We all know how important it is to have a healthy feed full of attributes that allows Google to perform better by improving matching relevancy. However, sometimes, information is missing in the feed for many different reasons; the backend is not ready to pull some attributes, the information is not available, etc. 

This is what happens sometimes with the “color” attribute on Merchant Centre. If you run an e-commerce, Clothing & Apparel business for example, and have lots of product variants/colours, the “color” attribute becomes vitally important. If the product feed does not have this information readily available, and we are unable to get it from the platform (which would be the ideal scenario here!) we’ve outlined a way to automate the process and have the attributes ready in a matter of seconds.

Export from BigQuery

Using BigQuery data transfer service, we can pull a merchant centre export which enables us to see the number of disapproved products as well as all of the feed attributes. This comes handy to create dashboards monitoring the feeds’ health but also to create supplemental feeds to create custom labels, and in this case, add new product attributes

 

 

Download Images

Now we have all the feed attributes ready in BigQuery, we can pull out the “image_link” attribute. We need the image URLs to download the product images and process them later.

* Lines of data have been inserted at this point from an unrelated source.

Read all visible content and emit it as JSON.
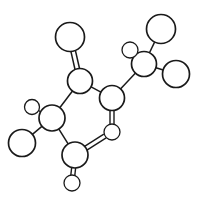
{
  "figure": {
    "kind": "molecular-structure-diagram",
    "style": "line-drawing",
    "background_color": "#ffffff",
    "stroke_color": "#1a1a1a",
    "fill_color": "#ffffff",
    "canvas": {
      "width": 199,
      "height": 206
    }
  },
  "molecule": {
    "atom_count": 13,
    "bond_count": 13,
    "atoms": [
      {
        "id": "a1",
        "label": "",
        "role": "terminal-large",
        "cx": 70,
        "cy": 37,
        "r": 14.5,
        "stroke_width": 1.7
      },
      {
        "id": "a2",
        "label": "",
        "role": "backbone",
        "cx": 80,
        "cy": 81,
        "r": 12.5,
        "stroke_width": 1.7
      },
      {
        "id": "a3",
        "label": "",
        "role": "backbone",
        "cx": 112,
        "cy": 98,
        "r": 12.5,
        "stroke_width": 1.7
      },
      {
        "id": "a4",
        "label": "",
        "role": "terminal-small",
        "cx": 112,
        "cy": 132,
        "r": 8.0,
        "stroke_width": 1.3
      },
      {
        "id": "a5",
        "label": "",
        "role": "branch",
        "cx": 144,
        "cy": 64,
        "r": 12.5,
        "stroke_width": 1.7
      },
      {
        "id": "a6",
        "label": "",
        "role": "terminal-small",
        "cx": 130,
        "cy": 50,
        "r": 8.0,
        "stroke_width": 1.3
      },
      {
        "id": "a7",
        "label": "",
        "role": "terminal-large",
        "cx": 161,
        "cy": 29,
        "r": 14.5,
        "stroke_width": 1.7
      },
      {
        "id": "a8",
        "label": "",
        "role": "terminal-large",
        "cx": 176,
        "cy": 74,
        "r": 13.5,
        "stroke_width": 1.7
      },
      {
        "id": "a9",
        "label": "",
        "role": "branch",
        "cx": 52,
        "cy": 118,
        "r": 13.0,
        "stroke_width": 1.7
      },
      {
        "id": "a10",
        "label": "",
        "role": "terminal-small",
        "cx": 32,
        "cy": 107,
        "r": 7.5,
        "stroke_width": 1.3
      },
      {
        "id": "a11",
        "label": "",
        "role": "terminal-large",
        "cx": 22,
        "cy": 143,
        "r": 13.5,
        "stroke_width": 1.7
      },
      {
        "id": "a12",
        "label": "",
        "role": "backbone",
        "cx": 75,
        "cy": 155,
        "r": 13.0,
        "stroke_width": 1.7
      },
      {
        "id": "a13",
        "label": "",
        "role": "terminal-small",
        "cx": 72,
        "cy": 183,
        "r": 8.0,
        "stroke_width": 1.3
      }
    ],
    "bonds": [
      {
        "id": "b1",
        "from": "a2",
        "to": "a1",
        "order": 2,
        "offset": 2.3,
        "stroke_width": 1.5
      },
      {
        "id": "b2",
        "from": "a2",
        "to": "a3",
        "order": 1,
        "offset": 2.6,
        "stroke_width": 1.5
      },
      {
        "id": "b3",
        "from": "a2",
        "to": "a9",
        "order": 1,
        "offset": 2.6,
        "stroke_width": 1.5
      },
      {
        "id": "b4",
        "from": "a3",
        "to": "a5",
        "order": 1,
        "offset": 2.6,
        "stroke_width": 1.5
      },
      {
        "id": "b5",
        "from": "a3",
        "to": "a4",
        "order": 2,
        "offset": 2.0,
        "stroke_width": 1.4
      },
      {
        "id": "b6",
        "from": "a5",
        "to": "a6",
        "order": 1,
        "offset": 2.0,
        "stroke_width": 1.4
      },
      {
        "id": "b7",
        "from": "a5",
        "to": "a7",
        "order": 1,
        "offset": 2.6,
        "stroke_width": 1.5
      },
      {
        "id": "b8",
        "from": "a5",
        "to": "a8",
        "order": 1,
        "offset": 2.6,
        "stroke_width": 1.5
      },
      {
        "id": "b9",
        "from": "a9",
        "to": "a10",
        "order": 1,
        "offset": 1.8,
        "stroke_width": 1.4
      },
      {
        "id": "b10",
        "from": "a9",
        "to": "a11",
        "order": 1,
        "offset": 2.4,
        "stroke_width": 1.5
      },
      {
        "id": "b11",
        "from": "a9",
        "to": "a12",
        "order": 1,
        "offset": 2.6,
        "stroke_width": 1.5
      },
      {
        "id": "b12",
        "from": "a12",
        "to": "a13",
        "order": 2,
        "offset": 2.0,
        "stroke_width": 1.4
      },
      {
        "id": "b13",
        "from": "a12",
        "to": "stub1",
        "order": 2,
        "offset": 2.2,
        "stroke_width": 1.4
      }
    ],
    "stubs": [
      {
        "id": "stub1",
        "cx": 105,
        "cy": 136,
        "r": 0
      }
    ]
  }
}
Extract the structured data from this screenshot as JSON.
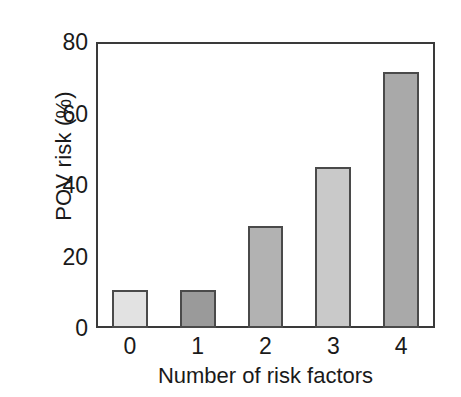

The easiest way to download all the image URLs is through the google-cloud-bigquery or pandas-gbq library.

   

After we get the list of URLs with a simple “Select” SQL statement, we can download the images using the requests library.


Check the Colours

 

Once we have our images ready, we need to use another two libraries to check the predominant colours in the image: colorthief and webcolors.

 

For instance, if we have this image:



 

The script is going to determine that the predominant colour in the picture is: darkslategrey. We can use that colour as an attribute or we can do further maths to extract the predominant color on the “dark slate grey” which in this case can be either green or blue (both have, surprisingly, the same colour % mix).

Send this info to Google Sheets

 

After you choose whether you want to push a basic colour or the darkslategrey, we can easily send the information to a google sheets spreadsheet by using a library like gspread and have a supplemental feed mapping the ID to the newly extracted “color” attribute. 

 

I hope you can get an idea on how powerful data enrichment can be using the Merchants Data Transfer Service for BigQuery along with scripts like the one described throughout the article.